Among the records that follow, find the line with "You are a GUI" and the line with "Image resolution: width=1114". Set down those lines and all lines between them exactly, without adding anything.

[Opening DATA SUPPLIED section]

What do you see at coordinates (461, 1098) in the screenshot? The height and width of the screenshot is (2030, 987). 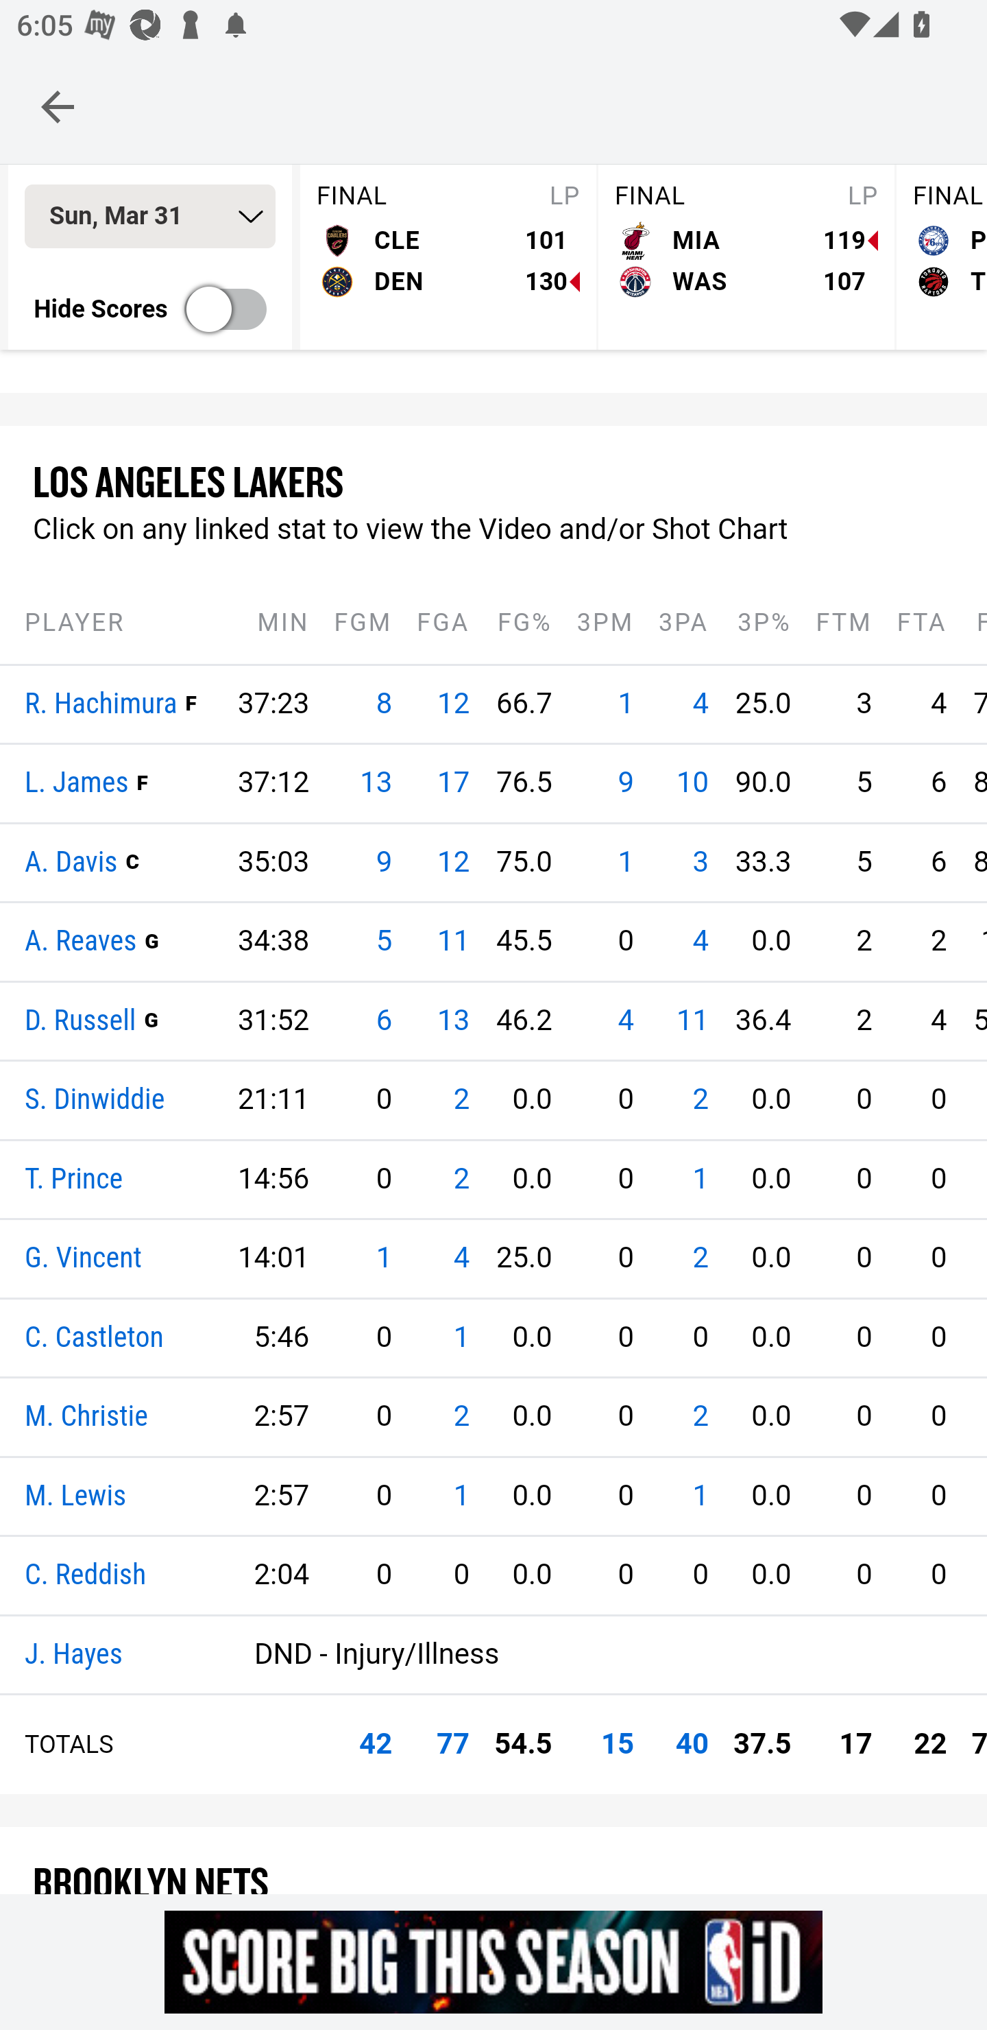 I see `2` at bounding box center [461, 1098].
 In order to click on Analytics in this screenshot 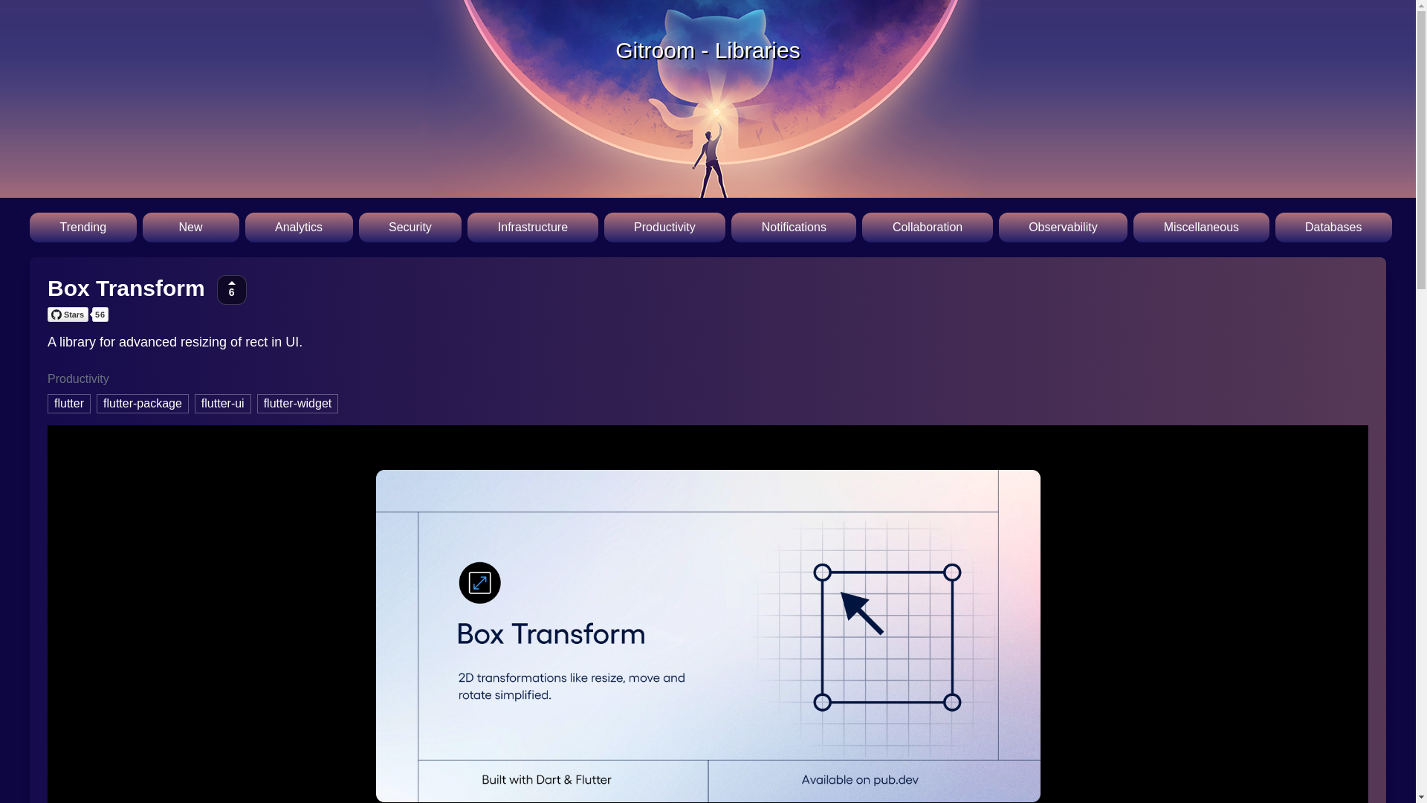, I will do `click(299, 228)`.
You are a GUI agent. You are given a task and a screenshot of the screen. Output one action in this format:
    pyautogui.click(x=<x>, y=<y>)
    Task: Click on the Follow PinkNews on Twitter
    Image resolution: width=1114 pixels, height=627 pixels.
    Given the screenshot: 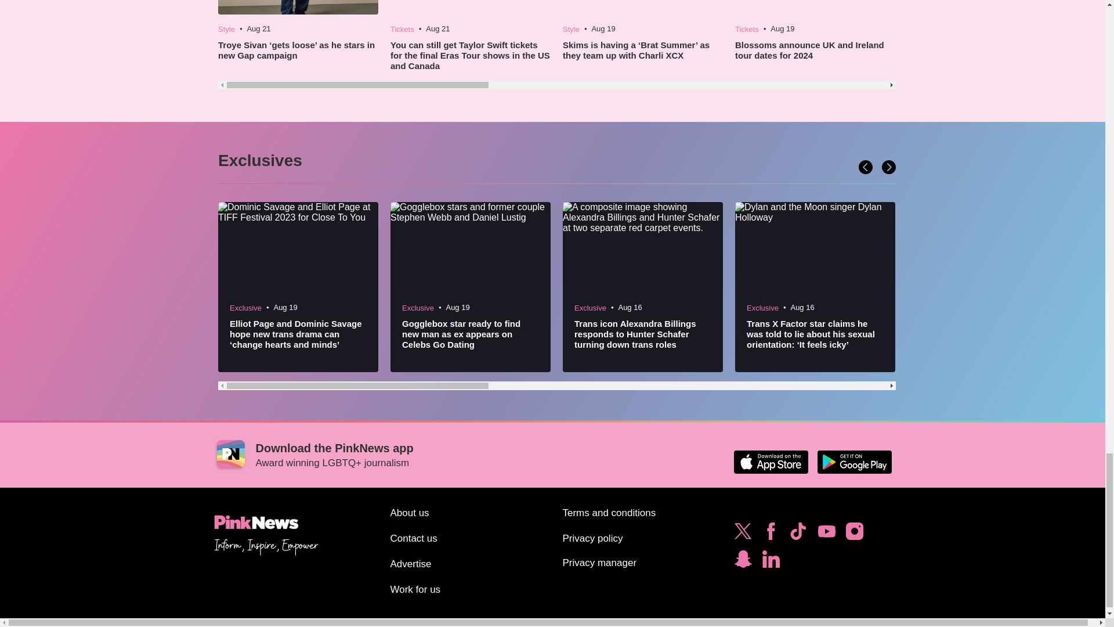 What is the action you would take?
    pyautogui.click(x=743, y=534)
    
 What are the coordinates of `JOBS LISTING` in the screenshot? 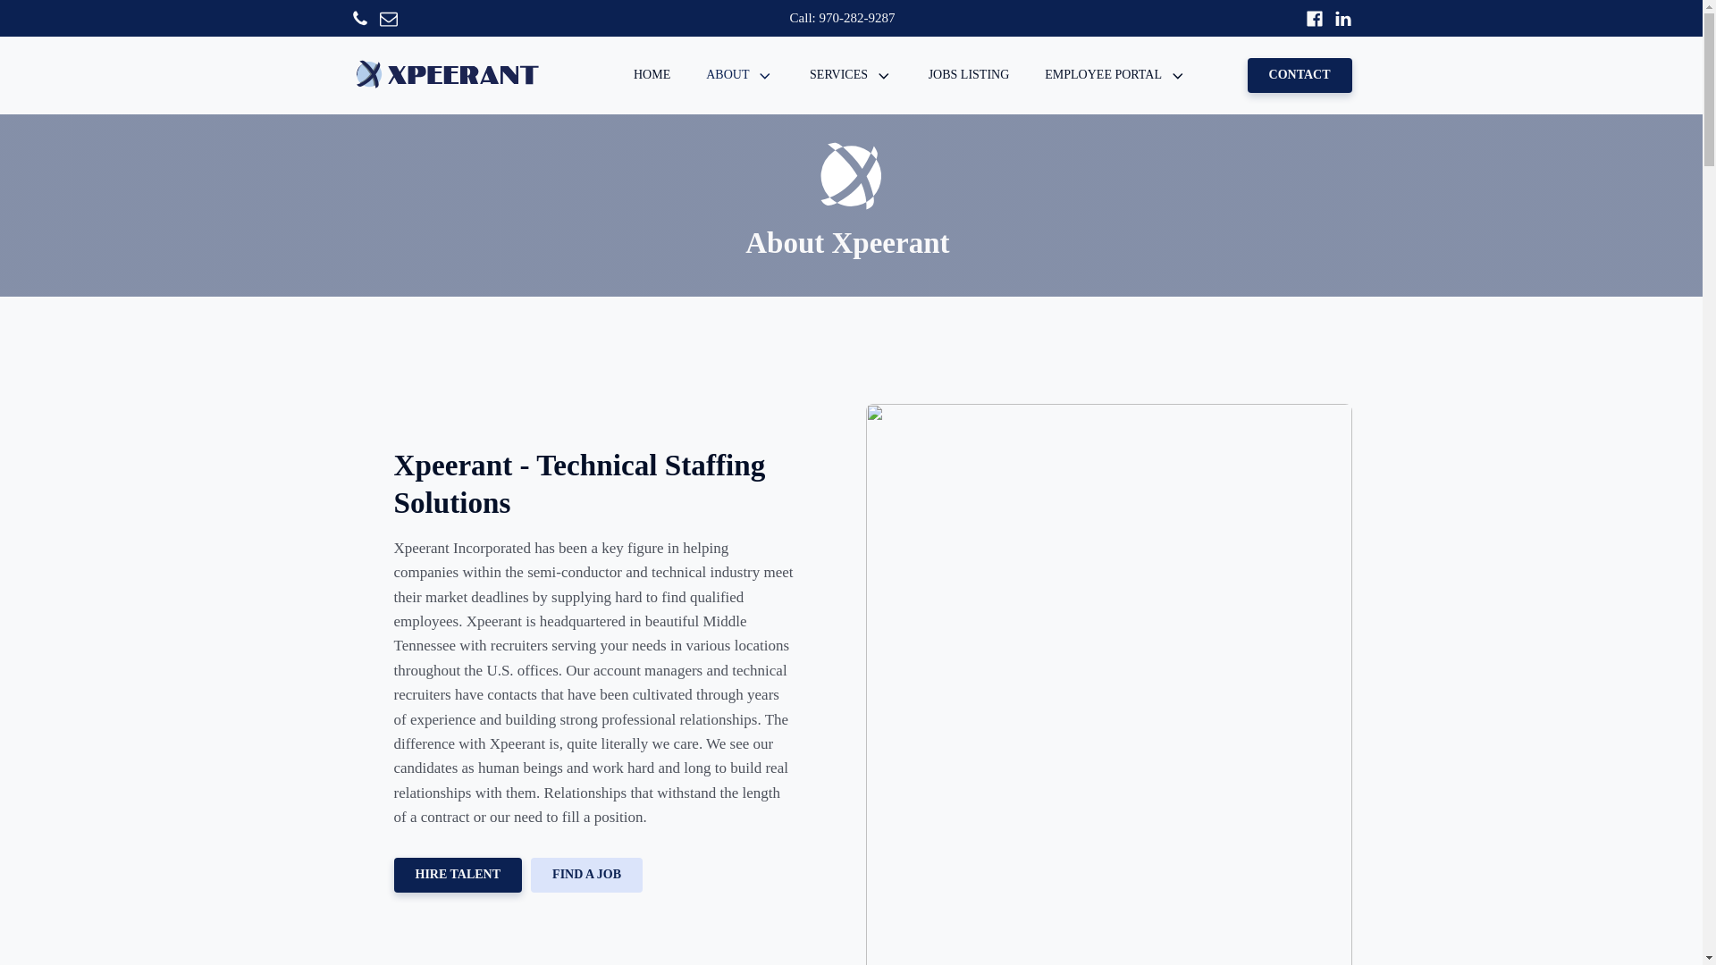 It's located at (969, 75).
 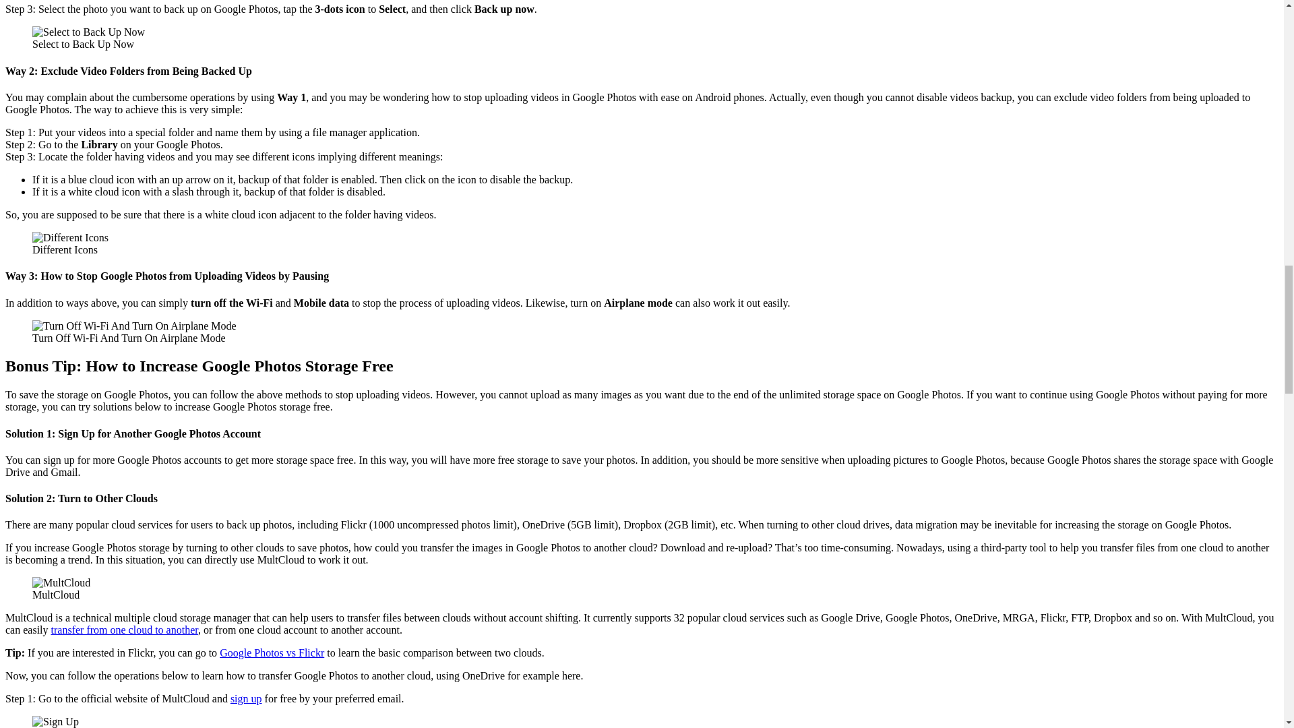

[Closing DATA SUPPLIED section]

## SOLUTION BELOW
You are a GUI agent. You are given a task and a screenshot of the screen. Output one action in this format:
    pyautogui.click(x=<x>, y=<y>)
    Task: Click on the Follow PinkNews on Twitter
    Image resolution: width=1114 pixels, height=627 pixels.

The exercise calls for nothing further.